How long a file takes to download given size, bandwidth and network efficiency.
Time = file_bits / (bandwidth_bps × efficiency). 1 byte = 8 bits. 1 Mbps = 1 000 000 bps (decimal); 1 MB = 1 048 576 bytes (binary). Efficiency accounts for TCP overhead, latency and shared-network contention — typical 70–85 % on broadband, 50–70 % on mobile.
Download (or upload) time is the unit-aware question every user asks at least weekly: "Will this 5 GB game download on my hotel Wi-Fi before checkout?" The math is trivial in the abstract — file size divided by bandwidth — but is plagued by unit confusion (MB vs Mbps, decimal kilo vs binary kilobinary), real-world overhead (TCP, packet loss, server-side throttling), and shared-network contention. A naive estimate using nameplate bandwidth is consistently off by 20–40 %; a calculator that exposes a fudge-factor (network efficiency) and converts units cleanly gives a usable real-world answer instead of a marketing-claim answer.
Time (seconds) = file_size_bits / (bandwidth_bps × efficiency).
Units to canonicalize:
Efficiency (0–100 %) is a multiplier that accounts for: - TCP overhead (headers, ACKs, congestion control): ~3–5 %. - Packet loss and retransmits: 0–10 % depending on link quality. - Server-side throttling: 0–50 % depending on platform. - Shared-network contention (your housemates streaming Netflix): variable.
Typical real-world efficiency: 70–85 % on broadband fiber, 50–70 % on 4G mobile, 30–60 % on shared coffee-shop Wi-Fi.
The calc converts the result to HH:MM:SS form for human readability, plus the raw seconds number, the effective throughput in MB/s, the file size in MB for sanity, and a timeline visualization with 25/50/75 % ticks.
Enter the file size with its unit (B, KB, MB, GB, TB). Enter the bandwidth with its unit (Kbps, Mbps, Gbps for the bit-based ISP plan numbers; MB/s or GB/s for byte-based throughput numbers like SSD speed tests). Set the network efficiency (default 80 %; tune lower for mobile or shared connections). The headline result is the formatted duration; the timeline visualization gives a quick visual sense of the wait.
1 GB file on a 500 Mbps fiber connection at 80 % efficiency.
Movie download (4 GB) on 4G mobile at 30 Mbps × 70 %.
5 MB photo on 5G at 200 Mbps × 75 %.
MB vs Mb / B vs b. Capital B = byte; lowercase b = bit. 1 byte = 8 bits. A "100 Mbps" connection delivers max 12.5 MB/s, not 100 MB/s. The calc handles both; users routinely confuse them.
Decimal vs binary. ISPs use decimal mega (1 Mbps = 1 000 000 bps) for marketing. Storage uses binary mega (1 MB = 1 048 576 B). A "50 Mbps for 50 MB file" is not 1 second — it's 8 seconds (size × 8 bits/byte / bandwidth = 50 × 1 048 576 × 8 / 50 000 000 ≈ 8.39 s).
ISP throttling. After a "fair use" data cap (often 100–500 GB/month on cable plans), bandwidth can be throttled to 1 Mbps or less. The nameplate speed is the un-throttled max.
Server-side limits. A 1 Gbps connection downloading from a server that caps users at 50 MB/s is bandwidth-limited by the server, not your link. The calc's efficiency parameter approximates this.
Latency vs bandwidth. For small files, latency (round-trip-time, 10–100 ms) dominates over bandwidth: 1 KB transfer over a 1 Gbps link with 50 ms latency takes ~50 ms total, not the 8 µs the bandwidth alone would suggest. The calc assumes large enough files for bandwidth to dominate (typical for media, software, datasets).
Burst vs sustained. Wi-Fi adapters report peak instantaneous throughput; sustained transfer is lower. Use the "effective throughput" output, not the connection nameplate.
TCP slow-start. New TCP connections start with a small window and double it each RTT until reaching the link capacity. Total time for small files is dominated by ramp-up, not steady-state bandwidth.
Multipath / multiple connections. Browsers open 6+ parallel connections per host; some clients (BitTorrent, parallelized downloaders) saturate the link via concurrency. The calc treats single-stream throughput.
Shared media (Wi-Fi, cable). Wi-Fi is half-duplex and shared among connected devices; cable internet is shared among neighborhood subscribers in some plant types. Effective bandwidth drops at peak hours.
HTTP overhead. HTTPS adds 1–2 KB of handshake; HTTP/2 multiplexes; HTTP/3 (QUIC) avoids TCP-handshake. For small files (< 100 KB), protocol overhead matters; for large files, negligible.
Resume vs restart. If the download fails partway, modern HTTP supports range requests for resume. The calc assumes a clean uninterrupted run.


Aim of the exercise
Beneath this task are records; print exactly the stretch of them from the line with "You are a GUI" through the line with "The height and", both ends included.

• • • • •

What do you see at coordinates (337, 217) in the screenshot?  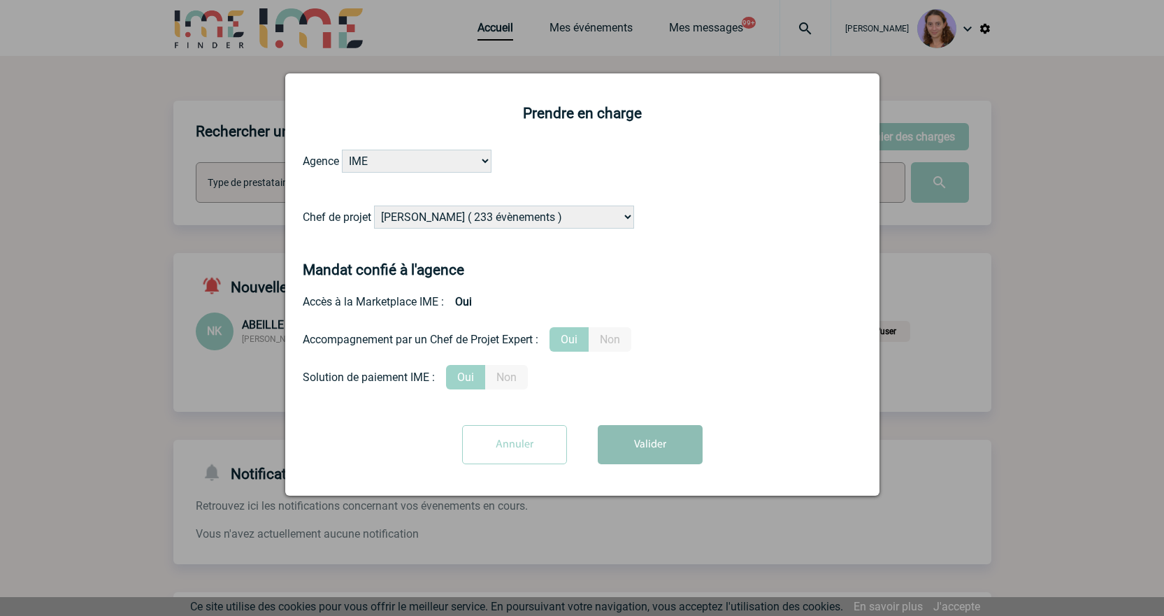 I see `label: Chef de projet` at bounding box center [337, 217].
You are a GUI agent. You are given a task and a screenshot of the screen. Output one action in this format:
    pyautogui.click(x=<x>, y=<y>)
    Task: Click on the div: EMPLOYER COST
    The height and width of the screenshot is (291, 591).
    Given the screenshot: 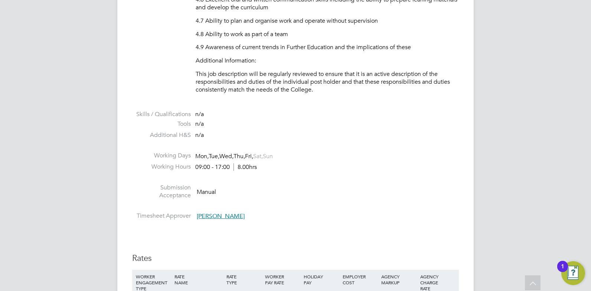 What is the action you would take?
    pyautogui.click(x=360, y=279)
    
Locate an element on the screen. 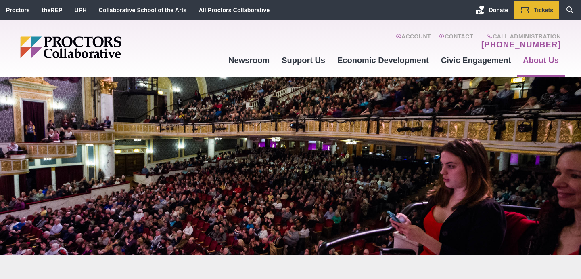  a: UPH is located at coordinates (81, 10).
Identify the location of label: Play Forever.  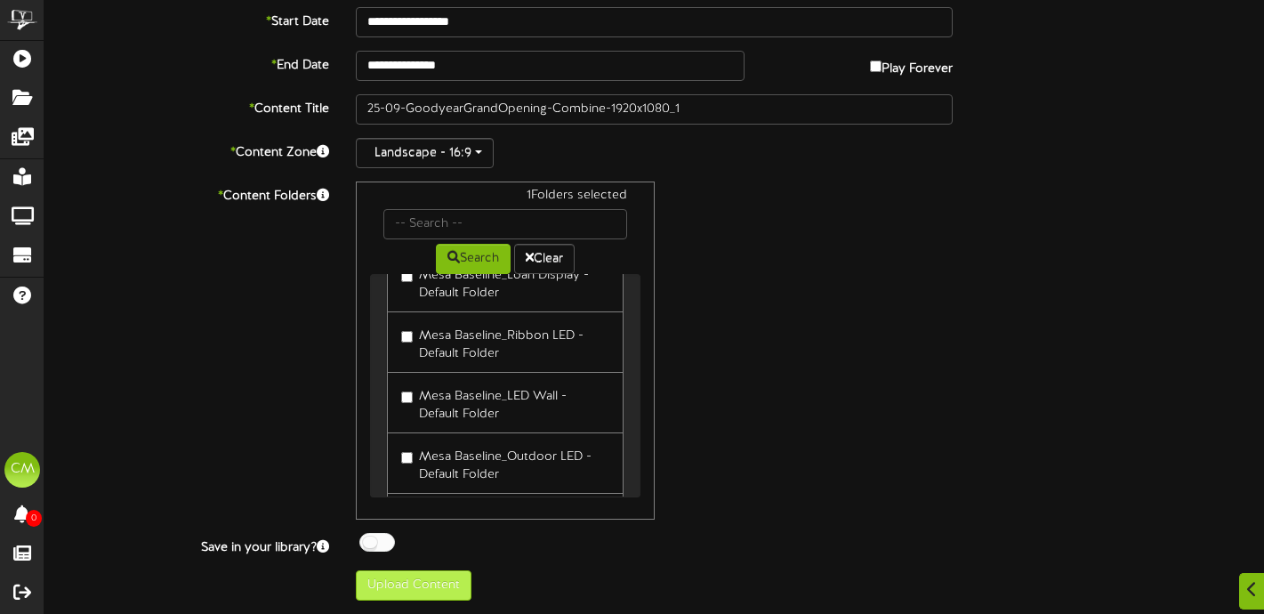
(911, 64).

• • • • •

Response to the task
You are a GUI agent. You are given a task and a screenshot of the screen. Output one action in this format:
    pyautogui.click(x=<x>, y=<y>)
    Task: Click on the div: EMPLOYER COST
    The height and width of the screenshot is (291, 591).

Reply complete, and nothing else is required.